Curious about what’s happening in the world of books and publishing? Catch up on the biggest acquisitions, news, adaptations and more here!

• Children’s publishers are fighting to exclude children’s publications from the imposed tariffs going into effect Dec. 15. Many products in children’s publishing are made in China because those manufacturers are the most efficient – and in most cases, the only – printing option.

• In their ongoing effort to fight content piracy, the nation’s largest educational publishers have filed a lawsuit seeking to stop pirate ebook sites from illegally selling their ebooks.

• UK publisher Picador has announced that Clive James, 80, died at his home Nov. 24. 

• Bookseller magazine has named The Dirt Hole and Its Variations as the year’s oddest book title, with War on Artisan Cheese coming in second. Other titles on the short list were How to Drink without Drinking, Viking Encounters: Proceedings of the 18th Viking Congress, Noah Gets Naked, and Hitler’s Monsters: A Supernatural History of the Third Reich.

• In other weird-awards news, Didier Decoin’s The Office of Gardens and Ponds and John Harvey’s Pax have both earned Britain’s most dreaded literary prize for bad sex in fiction. The “honor,” established in 1993, goes to “the year’s most outstandingly awful scene of sexual description in an otherwise good novel.”

• The UK bookstore chain Waterstones has named Greta Thunberg as its Author of the Year 2019 for her book, No One Is Too Small to Make a Difference. The Swedish 16-year-old has become a household name because of her impassioned speeches at the UN and her unwavering resolve to fight climate change.

• Ellen Helmke, owner of Otis and Clementine’s Books and Coffee in Nova Scotia, has opened her store to foster cats. She’s currently fostering her fourth set of kittens, who play on stacks of books, lounge in the windows and snuggle with customers. Helmke said it’s a win-win for her business and the animals: The kittens draws customers to the store, and they become socialized and easily find homes.
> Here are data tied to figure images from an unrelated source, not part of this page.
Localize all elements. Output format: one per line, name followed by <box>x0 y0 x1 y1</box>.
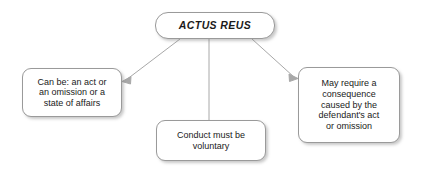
node-actus-reus[interactable]: ACTUS REUS <box>155 12 275 39</box>
node-conduct-voluntary-label: Conduct must be voluntary <box>177 130 245 151</box>
node-actus-reus-label: ACTUS REUS <box>179 19 251 31</box>
edge-root-to-right <box>252 39 294 77</box>
node-may-require-consequence[interactable]: May require a consequence caused by the … <box>298 67 400 143</box>
node-can-be-label: Can be: an act or an omission or a state… <box>37 77 106 109</box>
diagram-canvas: ACTUS REUS Can be: an act or an omission… <box>0 0 424 180</box>
node-may-require-consequence-label: May require a consequence caused by the … <box>319 78 380 131</box>
arrowhead-left-icon <box>122 77 131 85</box>
arrowhead-right-icon <box>289 74 298 82</box>
node-conduct-voluntary[interactable]: Conduct must be voluntary <box>156 120 266 161</box>
node-can-be[interactable]: Can be: an act or an omission or a state… <box>22 68 122 117</box>
edge-root-to-left <box>126 39 180 80</box>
• The new Hunters Point Library in Queens has been hit with a lawsuit for its lack of accessibility. The Center for Independence of the Disabled New York filed the lawsuit, arguing that the building, designed by Steven Holl Architects, violates the Americans with Disabilities Act.

• Two members of the external committee set up to oversee reforms to the scandal-ridden Nobel Prize in Literature quit recently. One claimed that the work to change the culture in the Swedish Academy was taking too long.

• United for Libraries has named Baltimore’s Edgar Allan Poe House and Museum a Literary Landmark. It’s where the famed author lived during the 1830s.

• Barnes & Noble has tapped Charlie Macksey’s The Boy, the Mole, the Fox and the Horse to be its inaugural Book of the Year for 2019.